Once you’ve freed space or memory, the kubelet notices within the next status update cycle — default is 10 seconds. The node should transition to Ready on its own. If it doesn’t:
systemctl restart kubelet
Fix Expired Node Certificates
Frustrated by a node that looks perfectly healthy but still won’t rejoin the cluster, many engineers eventually discover the real culprit: an expired certificate hiding in plain sight. A node goes offline for maintenance. While it’s down, the cluster rotates its certificates automatically — standard behavior on most distributions. The node comes back up. Its kubelet client certificate is now expired. It can’t authenticate to the API server. NotReady.

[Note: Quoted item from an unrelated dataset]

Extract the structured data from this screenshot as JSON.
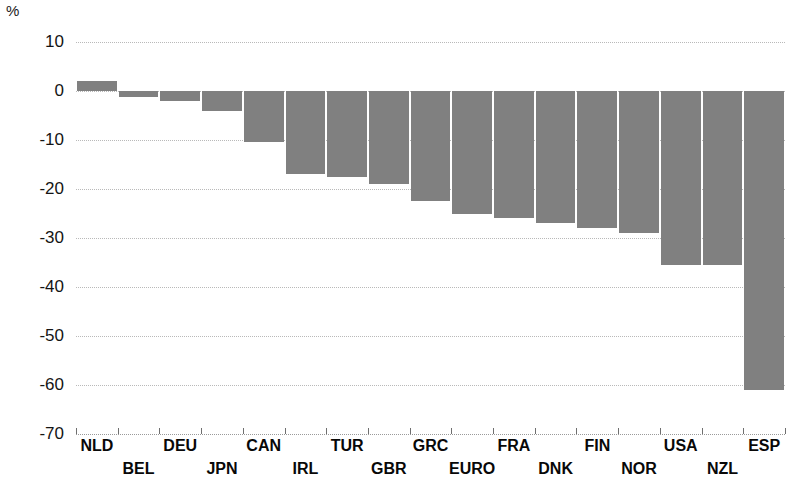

From your control plane, check expiry dates:
kubeadm certs check-expiration
Look for kubelet-server or anything in the system:nodes group. Expiry date in the past means it’s expired. Renew everything:
kubeadm certs renew all
That regenerates certificates on the control plane. But the affected node still has the old certificate cached locally — which is why you also need to restart kubelet on that node specifically:
ssh
systemctl restart kubelet
The kubelet will request a fresh certificate from the control plane during startup. Give it 15 to 30 seconds. Then verify:
kubectl get nodes
Before doing any of this in production — drain the node first. Migrate its pods safely:
kubectl drain --ignore-daemonsets --delete-emptydir-data
After the kubelet restarts and the node rejoins, uncordon it:
kubectl uncordon
This is the safest path under pressure — at least if you want to avoid disrupting running workloads while you’re mid-fix. It gives you breathing room to confirm the certificate issue is actually resolved before resuming scheduling.